EMX is positioned to grow its military side through a General Services Administration contract, which means the government can buy directly from the company without putting jobs out for bid. The company also enjoys a reputation for being able to respond to customers’ needs quickly, Zipperer said, a valued asset in a culture that can get bogged down in bureaucracy.

The company’s main product is a surveillance system designed for harsh environments and used for security in a variety of locations. EMX cameras look out over the USS Arizona Memorial at Pearl Harbor, as well as other U.S. Navy sites along the East Coast and Gulf Coast. The company’s products are used at Guantanamo Bay, where al Qaeda and Taliban detainees are held, and at the Vieques Island training site off Puerto Rico.

“Every place there’s a hot spot – Korea, Bosnia, Vieques – we’ve got stuff there,” Arion said.

Customs officials in the United Kingdom use handheld EMX units to detect drug traffic on the English Channel. Previously, officials could hear people talking and boats being rowed in the water off the cliffs of Dover, but were unable to see any activity from land. Thermal cameras see through the fog well enough to detect smugglers and at a much lower cost than operating boats.
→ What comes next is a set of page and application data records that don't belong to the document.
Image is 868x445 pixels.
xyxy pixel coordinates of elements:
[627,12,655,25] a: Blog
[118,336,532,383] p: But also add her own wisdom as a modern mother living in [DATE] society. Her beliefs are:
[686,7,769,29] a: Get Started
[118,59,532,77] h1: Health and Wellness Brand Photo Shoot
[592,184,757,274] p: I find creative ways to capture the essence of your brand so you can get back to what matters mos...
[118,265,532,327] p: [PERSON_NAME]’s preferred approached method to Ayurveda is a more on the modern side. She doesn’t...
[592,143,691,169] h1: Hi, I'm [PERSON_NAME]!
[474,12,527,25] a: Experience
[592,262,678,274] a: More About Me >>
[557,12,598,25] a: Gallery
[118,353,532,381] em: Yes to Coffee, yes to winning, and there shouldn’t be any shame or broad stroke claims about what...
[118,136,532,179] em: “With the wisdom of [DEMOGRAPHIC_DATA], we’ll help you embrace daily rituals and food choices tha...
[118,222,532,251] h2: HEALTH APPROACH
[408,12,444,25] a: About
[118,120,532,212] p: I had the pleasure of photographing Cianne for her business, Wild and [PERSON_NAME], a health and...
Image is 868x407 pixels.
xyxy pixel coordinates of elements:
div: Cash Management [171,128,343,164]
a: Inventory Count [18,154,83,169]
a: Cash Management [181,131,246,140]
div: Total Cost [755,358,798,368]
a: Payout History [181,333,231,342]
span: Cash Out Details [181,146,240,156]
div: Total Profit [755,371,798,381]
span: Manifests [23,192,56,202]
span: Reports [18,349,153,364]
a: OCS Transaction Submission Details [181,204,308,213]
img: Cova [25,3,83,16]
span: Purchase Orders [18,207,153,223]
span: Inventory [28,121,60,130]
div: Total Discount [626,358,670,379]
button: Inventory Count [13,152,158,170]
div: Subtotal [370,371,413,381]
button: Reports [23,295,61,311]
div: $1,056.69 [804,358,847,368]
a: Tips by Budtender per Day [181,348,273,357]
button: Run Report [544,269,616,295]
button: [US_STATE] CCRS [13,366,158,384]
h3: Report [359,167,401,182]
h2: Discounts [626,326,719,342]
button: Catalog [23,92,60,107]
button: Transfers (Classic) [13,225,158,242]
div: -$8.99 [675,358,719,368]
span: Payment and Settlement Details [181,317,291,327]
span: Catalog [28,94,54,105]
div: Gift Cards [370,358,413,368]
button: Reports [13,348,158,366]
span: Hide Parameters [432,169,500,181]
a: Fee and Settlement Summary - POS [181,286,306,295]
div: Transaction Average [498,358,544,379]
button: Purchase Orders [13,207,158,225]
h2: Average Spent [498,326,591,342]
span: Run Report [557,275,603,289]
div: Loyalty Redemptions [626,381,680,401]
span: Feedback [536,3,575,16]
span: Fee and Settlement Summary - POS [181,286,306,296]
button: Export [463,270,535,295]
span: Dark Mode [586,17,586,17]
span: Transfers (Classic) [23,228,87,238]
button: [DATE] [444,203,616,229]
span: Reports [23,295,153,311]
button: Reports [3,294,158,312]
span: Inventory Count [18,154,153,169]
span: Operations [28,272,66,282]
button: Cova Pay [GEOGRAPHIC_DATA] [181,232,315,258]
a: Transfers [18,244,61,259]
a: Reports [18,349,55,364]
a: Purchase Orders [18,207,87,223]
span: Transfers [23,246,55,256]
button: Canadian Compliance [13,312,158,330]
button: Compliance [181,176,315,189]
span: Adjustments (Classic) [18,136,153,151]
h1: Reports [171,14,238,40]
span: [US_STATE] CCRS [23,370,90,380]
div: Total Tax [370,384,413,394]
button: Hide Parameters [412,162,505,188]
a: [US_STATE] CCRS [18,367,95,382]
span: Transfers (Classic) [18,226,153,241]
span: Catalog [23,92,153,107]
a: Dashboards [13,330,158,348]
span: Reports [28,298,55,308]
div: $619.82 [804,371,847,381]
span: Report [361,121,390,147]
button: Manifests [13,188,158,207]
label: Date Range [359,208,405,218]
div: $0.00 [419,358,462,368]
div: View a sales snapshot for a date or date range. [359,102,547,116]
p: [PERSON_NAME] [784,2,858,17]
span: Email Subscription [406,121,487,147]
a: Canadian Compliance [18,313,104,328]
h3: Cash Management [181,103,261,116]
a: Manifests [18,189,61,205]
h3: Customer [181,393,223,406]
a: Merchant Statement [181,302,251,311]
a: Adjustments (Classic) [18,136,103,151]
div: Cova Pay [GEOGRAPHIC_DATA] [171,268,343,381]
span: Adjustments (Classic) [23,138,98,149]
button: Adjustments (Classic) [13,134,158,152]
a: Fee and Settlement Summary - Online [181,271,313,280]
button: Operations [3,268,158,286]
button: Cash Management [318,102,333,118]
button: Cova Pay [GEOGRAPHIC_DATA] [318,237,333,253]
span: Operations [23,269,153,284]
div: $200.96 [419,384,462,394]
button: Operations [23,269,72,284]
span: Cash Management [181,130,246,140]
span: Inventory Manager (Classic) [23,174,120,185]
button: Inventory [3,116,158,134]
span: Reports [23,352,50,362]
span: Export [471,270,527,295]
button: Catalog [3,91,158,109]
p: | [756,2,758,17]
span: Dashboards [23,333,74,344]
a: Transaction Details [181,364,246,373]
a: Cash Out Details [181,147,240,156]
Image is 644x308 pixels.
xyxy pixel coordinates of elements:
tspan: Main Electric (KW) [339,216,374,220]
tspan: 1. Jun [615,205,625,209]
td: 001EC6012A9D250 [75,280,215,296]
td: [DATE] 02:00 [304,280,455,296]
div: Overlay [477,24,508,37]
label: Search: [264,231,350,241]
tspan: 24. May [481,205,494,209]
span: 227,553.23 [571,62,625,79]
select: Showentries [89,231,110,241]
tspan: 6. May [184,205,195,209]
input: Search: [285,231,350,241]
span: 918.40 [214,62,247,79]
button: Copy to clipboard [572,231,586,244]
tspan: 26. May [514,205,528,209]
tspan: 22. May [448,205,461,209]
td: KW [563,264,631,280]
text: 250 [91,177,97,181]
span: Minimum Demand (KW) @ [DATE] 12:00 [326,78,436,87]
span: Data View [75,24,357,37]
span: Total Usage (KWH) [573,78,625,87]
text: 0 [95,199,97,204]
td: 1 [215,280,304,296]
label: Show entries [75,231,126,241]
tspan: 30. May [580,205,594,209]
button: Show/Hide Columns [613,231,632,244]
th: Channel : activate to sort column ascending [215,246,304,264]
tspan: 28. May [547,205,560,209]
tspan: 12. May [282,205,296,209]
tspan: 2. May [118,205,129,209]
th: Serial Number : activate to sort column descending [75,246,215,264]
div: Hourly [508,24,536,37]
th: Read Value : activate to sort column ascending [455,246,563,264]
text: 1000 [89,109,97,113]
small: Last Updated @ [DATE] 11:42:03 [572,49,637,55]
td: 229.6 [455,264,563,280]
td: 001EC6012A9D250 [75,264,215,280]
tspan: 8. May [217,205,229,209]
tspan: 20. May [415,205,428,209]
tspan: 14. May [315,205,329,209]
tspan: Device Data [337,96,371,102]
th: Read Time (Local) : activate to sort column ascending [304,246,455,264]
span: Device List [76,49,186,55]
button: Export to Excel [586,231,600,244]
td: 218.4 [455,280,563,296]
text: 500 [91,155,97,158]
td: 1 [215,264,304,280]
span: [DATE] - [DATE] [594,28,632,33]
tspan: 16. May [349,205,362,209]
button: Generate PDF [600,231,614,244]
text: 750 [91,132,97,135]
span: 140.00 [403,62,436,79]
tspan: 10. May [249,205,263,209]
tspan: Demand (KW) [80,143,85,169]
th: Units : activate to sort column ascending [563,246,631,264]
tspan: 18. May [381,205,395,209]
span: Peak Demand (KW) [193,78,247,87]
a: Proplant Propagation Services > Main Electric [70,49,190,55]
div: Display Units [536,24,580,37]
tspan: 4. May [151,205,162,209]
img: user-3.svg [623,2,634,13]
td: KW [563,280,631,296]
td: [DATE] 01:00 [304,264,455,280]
British officials have told Arion that the money they save in fuel in one night is enough to pay for a camera, he said.

Other customers include nuclear power operators, prisons, and a market Arion tags as another source of potential growth: oil fields. British Petroleum, for example, uses EMX cameras in part of its sprawling operation in Colombia to provide perimeter protection at night.

Not all EMX cameras end up doing duty looking out for bad guys. EMX also caters to the sport-fishing industry, where players with plenty of disposable income can invest close to $10,000 for a thermal camera for their boat. “The name of the game is to leave one tournament and get to the next as quickly as possible,” said Arion. The thermal imagery allows boaters to travel at night.